“No factual or legal reasoning”: the jurisprudence of Aileen Cannon
Who knew that an obscure district court nomination confirmed the week after Election Day 2020 would play such a pivotal role in American history?
Reversing one of her own decisions, the federal judge overseeing former President Donald J. Trump’s classified documents case granted his request on Monday to postpone the deadline for a crucial court filing in the criminal proceeding, increasing the chance that any trial would be pushed past the November election.
The ruling by the judge, Aileen M. Cannon, was made in a bare-bones order that contained no factual or legal reasoning. It did not schedule a new deadline but erased the one she had set almost a month ago ordering Mr. Trump’s lawyers to file by Thursday a detailed list of the classified materials that they intend to introduce at the trial, which is set to take place at some point in Federal District Court in Fort Pierce, Fla.
That list is enormously consequential because, when filed, it will mark the first step in what will ultimately be a pitched battle between the defense and prosecution over what sorts of classified materials the jury will get to hear about at trial — a contested process, balancing issues of public access and national security, that could take months to complete.
Mr. Trump has relentlessly pursued a strategy of delaying all four of the criminal cases he is facing, and if he succeeds in delaying his trial on charges of mishandling classified documents until after the election, he could order his Justice Department to drop the matter altogether if he wins.
Cannon understands her commission, which was not to be a judge in any recognizable sense, at least in any case of personal or political importance to the Republican Party in general or Donald Trump in particular. And so the strongest legal case against Trump may simply be allowed to day because the court collaborated with a defendant’s dilatory tactics rather than restraining them.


Task objective:
The span to copy runs from the line containing "I need the location" to the last line below. Copy it exactly, with nothing else.

Material for this exercise:
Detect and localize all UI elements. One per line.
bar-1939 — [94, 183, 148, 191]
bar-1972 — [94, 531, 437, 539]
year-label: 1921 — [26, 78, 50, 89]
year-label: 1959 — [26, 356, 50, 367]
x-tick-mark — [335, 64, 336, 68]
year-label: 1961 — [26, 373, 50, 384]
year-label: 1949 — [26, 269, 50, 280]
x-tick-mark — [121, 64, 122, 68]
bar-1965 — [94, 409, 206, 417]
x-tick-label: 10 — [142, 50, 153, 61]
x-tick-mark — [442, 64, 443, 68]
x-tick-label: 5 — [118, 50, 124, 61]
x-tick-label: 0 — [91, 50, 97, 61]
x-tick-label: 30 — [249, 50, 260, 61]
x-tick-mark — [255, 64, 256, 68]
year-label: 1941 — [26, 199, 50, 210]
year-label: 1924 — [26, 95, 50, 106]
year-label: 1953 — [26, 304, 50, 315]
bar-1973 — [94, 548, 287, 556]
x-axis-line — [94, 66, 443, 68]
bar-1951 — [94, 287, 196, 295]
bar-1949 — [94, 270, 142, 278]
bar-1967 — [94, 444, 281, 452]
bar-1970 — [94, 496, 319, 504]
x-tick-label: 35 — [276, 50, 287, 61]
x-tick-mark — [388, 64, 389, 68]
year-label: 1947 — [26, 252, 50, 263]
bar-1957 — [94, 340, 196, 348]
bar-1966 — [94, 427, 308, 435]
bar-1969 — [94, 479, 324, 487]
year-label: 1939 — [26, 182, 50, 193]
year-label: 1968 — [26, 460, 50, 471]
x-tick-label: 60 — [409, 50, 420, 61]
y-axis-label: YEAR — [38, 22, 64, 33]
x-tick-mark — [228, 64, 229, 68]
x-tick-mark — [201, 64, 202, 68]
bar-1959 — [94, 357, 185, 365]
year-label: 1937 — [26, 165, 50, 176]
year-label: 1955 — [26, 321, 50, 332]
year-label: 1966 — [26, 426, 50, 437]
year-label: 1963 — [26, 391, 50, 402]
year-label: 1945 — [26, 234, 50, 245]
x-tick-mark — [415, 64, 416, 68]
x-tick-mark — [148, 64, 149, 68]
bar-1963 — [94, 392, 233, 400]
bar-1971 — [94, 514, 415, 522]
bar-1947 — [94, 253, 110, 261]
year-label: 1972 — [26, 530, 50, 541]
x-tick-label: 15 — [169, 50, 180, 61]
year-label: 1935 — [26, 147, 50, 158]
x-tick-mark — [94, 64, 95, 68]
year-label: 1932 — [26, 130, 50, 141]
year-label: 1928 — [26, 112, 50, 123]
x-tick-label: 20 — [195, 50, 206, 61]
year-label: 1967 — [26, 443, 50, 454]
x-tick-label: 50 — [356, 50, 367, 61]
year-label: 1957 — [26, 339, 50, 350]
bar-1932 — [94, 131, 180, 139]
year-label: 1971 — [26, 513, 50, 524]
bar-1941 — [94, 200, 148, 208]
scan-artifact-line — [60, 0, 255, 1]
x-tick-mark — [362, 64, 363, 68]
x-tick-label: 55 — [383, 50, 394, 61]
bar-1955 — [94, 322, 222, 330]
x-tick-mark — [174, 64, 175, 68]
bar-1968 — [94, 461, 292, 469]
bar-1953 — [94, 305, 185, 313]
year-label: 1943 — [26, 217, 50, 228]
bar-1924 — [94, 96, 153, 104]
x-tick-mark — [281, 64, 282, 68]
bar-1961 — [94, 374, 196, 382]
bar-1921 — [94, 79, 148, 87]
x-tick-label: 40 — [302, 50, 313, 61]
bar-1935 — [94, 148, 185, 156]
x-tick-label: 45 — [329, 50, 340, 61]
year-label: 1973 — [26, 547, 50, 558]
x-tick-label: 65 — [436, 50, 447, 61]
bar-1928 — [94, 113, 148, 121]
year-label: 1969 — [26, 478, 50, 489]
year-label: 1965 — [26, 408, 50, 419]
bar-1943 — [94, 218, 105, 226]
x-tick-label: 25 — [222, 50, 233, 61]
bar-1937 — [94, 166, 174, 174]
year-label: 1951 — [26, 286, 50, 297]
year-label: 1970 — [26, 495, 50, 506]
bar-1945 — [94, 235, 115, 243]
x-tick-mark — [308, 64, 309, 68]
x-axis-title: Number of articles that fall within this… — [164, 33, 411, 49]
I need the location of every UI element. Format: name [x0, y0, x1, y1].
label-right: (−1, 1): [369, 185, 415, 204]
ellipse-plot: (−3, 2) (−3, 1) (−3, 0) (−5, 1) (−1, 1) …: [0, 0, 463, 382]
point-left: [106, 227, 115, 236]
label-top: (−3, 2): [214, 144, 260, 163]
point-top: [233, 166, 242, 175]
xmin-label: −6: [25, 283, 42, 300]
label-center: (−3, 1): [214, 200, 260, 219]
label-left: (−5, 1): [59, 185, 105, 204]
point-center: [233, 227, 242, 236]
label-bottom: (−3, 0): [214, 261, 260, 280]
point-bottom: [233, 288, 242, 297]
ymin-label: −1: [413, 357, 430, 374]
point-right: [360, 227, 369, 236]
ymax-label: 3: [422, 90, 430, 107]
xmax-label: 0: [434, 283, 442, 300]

Solution below:
I need the location of every UI element. Format: name [x0, y0, x1, y1].
label-right: (−1, 1): [369, 185, 415, 204]
ellipse-plot: (−3, 2) (−3, 1) (−3, 0) (−5, 1) (−1, 1) …: [0, 0, 463, 382]
point-left: [106, 227, 115, 236]
label-top: (−3, 2): [214, 144, 260, 163]
point-top: [233, 166, 242, 175]
xmin-label: −6: [25, 283, 42, 300]
label-center: (−3, 1): [214, 200, 260, 219]
label-left: (−5, 1): [59, 185, 105, 204]
point-center: [233, 227, 242, 236]
label-bottom: (−3, 0): [214, 261, 260, 280]
point-bottom: [233, 288, 242, 297]
ymin-label: −1: [413, 357, 430, 374]
point-right: [360, 227, 369, 236]
ymax-label: 3: [422, 90, 430, 107]
xmax-label: 0: [434, 283, 442, 300]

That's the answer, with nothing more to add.